Others have offered time, information, and keys that opened doors in the characters' brains, or in mine. For such generosity I am grateful to Nion McEvoy, Lauren Belfer, Rita and Kent Johnson, the Venerable Robert N. Willing, the Reverend Robert Cromey, Pat Beard, Shery Kerr, Sarah Auchincloss, Donald E. Jones, Claire Messud, Jonathan Lethem, and William Bunting.
For their thoughtful readings and comments on various drafts of this book I thank Lauren Belfer and Jerri Witt (again), Robin Clements, David Taylor, Emily Forland, and Lucie Semler.
I am especially grateful for the generosity of Diana Hamilton Stockton, Cary Hamilton Twitchell, Ashleigh Hill, Shannon Miles, and Sarah and Michael Sylvester. I owe special thanks for the ingenious contribution of Heather
Frederick, and to Linda Ferrer, for her invaluable expertise and her marvelous eye, and her friendship.
As always, my agent and lifelong friend Wendy Weil has provided advice, cheer, and wise counsel and I'm grateful to have her in my life. I am also grateful to my editor Jennifer Brehl, whose wisdom and support has added so much to this process. Thanks also to Lisa Gallagher, Michael Morrison, and the team at Morrow who do so much for their writers, and do it so well. Thank you, truly.

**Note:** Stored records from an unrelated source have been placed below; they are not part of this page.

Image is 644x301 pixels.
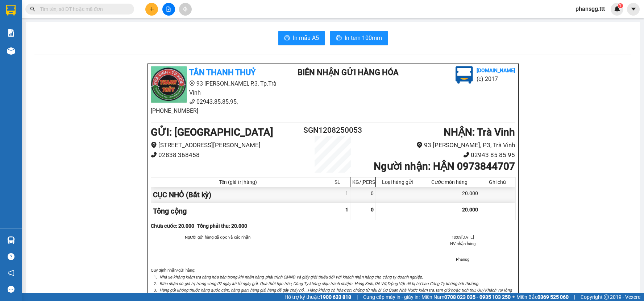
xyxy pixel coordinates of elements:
[7,237,15,245] img: warehouse-icon
[627,3,640,15] button: caret-down
[477,68,516,73] b: [DOMAIN_NAME]
[357,293,358,301] span: |
[278,31,325,46] button: printerIn mẫu A5
[352,180,374,185] div: KG/[PERSON_NAME]
[477,74,516,83] li: (c) 2017
[330,31,388,46] button: printerIn tem 100mm
[327,180,349,185] div: SL
[483,180,514,185] div: Ghi chú
[160,288,512,299] i: Hàng gửi không thuộc hàng quốc cấm, hàng gian, hàng giả, hàng dễ gây cháy nổ,...Hàng không có hóa...
[40,5,126,13] input: Tìm tên, số ĐT hoặc mã đơn
[464,152,469,158] span: phone
[410,241,516,247] li: NV nhận hàng
[615,6,621,13] img: icon-new-feature
[151,142,157,148] span: environment
[151,223,194,230] b: Chưa cước : 20.000
[417,142,423,148] span: environment
[145,3,158,15] button: plus
[162,3,175,15] button: file-add
[8,270,14,277] span: notification
[326,187,351,204] div: 1
[570,4,611,13] span: phansgg.ttt
[160,275,423,280] i: Nhà xe không kiểm tra hàng hóa bên trong khi nhận hàng, phải trình CMND và giấy giới thiệu đối vớ...
[444,295,511,300] strong: 0708 023 035 - 0935 103 250
[422,293,511,301] span: Miền Nam
[151,152,157,158] span: phone
[165,234,270,241] li: Người gửi hàng đã đọc và xác nhận
[363,140,516,150] li: 93 [PERSON_NAME], P3, Trà Vinh
[151,140,302,150] li: [STREET_ADDRESS][PERSON_NAME]
[151,126,274,138] b: GỬI : [GEOGRAPHIC_DATA]
[374,161,516,172] b: Người nhận : HẬN 0973844707
[444,126,516,138] b: NHẬN : Trà Vinh
[604,295,609,300] span: copyright
[166,6,171,12] span: file-add
[345,207,349,213] span: 1
[152,187,326,204] div: CỤC NHỎ (Bất kỳ)
[7,29,15,37] img: solution-icon
[293,33,319,43] span: In mẫu A5
[151,66,187,103] img: logo.jpg
[631,6,637,13] span: caret-down
[285,293,351,301] span: Hỗ trợ kỹ thuật:
[410,234,516,241] li: 10:09[DATE]
[179,3,192,15] button: aim
[336,35,342,42] span: printer
[456,66,473,84] img: logo.jpg
[538,295,569,300] strong: 0369 525 060
[8,286,14,293] span: message
[151,79,285,97] li: 93 [PERSON_NAME], P.3, Tp.Trà Vinh
[410,256,516,263] li: Phansg
[419,187,481,204] div: 20.000
[153,207,186,215] span: Tổng cộng
[149,6,154,12] span: plus
[371,207,374,213] span: 0
[7,47,15,54] img: warehouse-icon
[462,207,478,213] span: 20.000
[421,180,478,185] div: Cước món hàng
[363,293,420,301] span: Cung cấp máy in - giấy in:
[619,4,622,8] span: 1
[618,4,623,8] sup: 1
[513,296,515,299] span: ⚪️
[378,180,417,185] div: Loại hàng gửi
[153,180,323,185] div: Tên (giá trị hàng)
[516,293,569,301] span: Miền Bắc
[183,6,188,12] span: aim
[197,223,247,230] b: Tổng phải thu: 20.000
[189,99,195,105] span: phone
[285,35,290,42] span: printer
[8,254,14,260] span: question-circle
[574,293,575,301] span: |
[298,68,399,77] b: BIÊN NHẬN GỬI HÀNG HÓA
[363,150,516,160] li: 02943 85 85 95
[345,33,382,43] span: In tem 100mm
[320,295,351,300] strong: 1900 633 818
[30,6,35,12] span: search
[160,281,479,287] i: Biên nhận có giá trị trong vòng 07 ngày kể từ ngày gửi. Quá thời hạn trên, Công Ty không chịu trá...
[189,68,256,77] b: TÂN THANH THUỶ
[189,80,195,87] span: environment
[302,124,364,137] h2: SGN1208250053
[6,4,15,15] img: logo-vxr
[151,97,285,115] li: 02943.85.85.95, [PHONE_NUMBER]
[151,150,302,160] li: 02838 368458
[351,187,376,204] div: 0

And last and most, to my darling husband, Robin Clements, who is always the hero of my story.
In addition to her critically acclaimed
Leeway Cottage,
B
ETH
G
UTCHEON
is the author of the novels
More Than You Know, Five Fortunes, Saying Grace, Domestic Pleasures, Still Missing,
and
The New Girls.
She has written several film scripts, including the Academy Award nominee
The Children of Theatre Street.
She lives in New York City.
www.bethgutcheon.com
Visit www.AuthorTracker.com for exclusive information on your favorite HarperCollins author.
Leeway Cottage
More Than You Know
Five Fortunes
Saying Grace
Domestic Pleasures
Still Missing
The New Girls
Jacket design by Foltz Design
Jacket photograph by Purestock/Getty Images
This book is a work of fiction. The characters, incidents, and dialogue are drawn from the author's imagination and are not to be construed as real. Any resemblance to actual events or persons, living or dead, is entirely coincidental.
GOOD-BYE AND AMEN
. Copyright © 2008 by Beth Gutcheon. All rights reserved under International and Pan-American Copyright Conventions. By payment of the required fees, you have been granted the non-exclusive, non-transferable right to access and read the text of this e-book on-screen. No part of this text may be reproduced, transmitted, down-loaded, decompiled, reverse engineered, or stored in or introduced into any information storage and retrieval system, in any form or by any means, whether electronic or mechanical, now known or hereinafter invented, without the express written permission of HarperCollins e-books.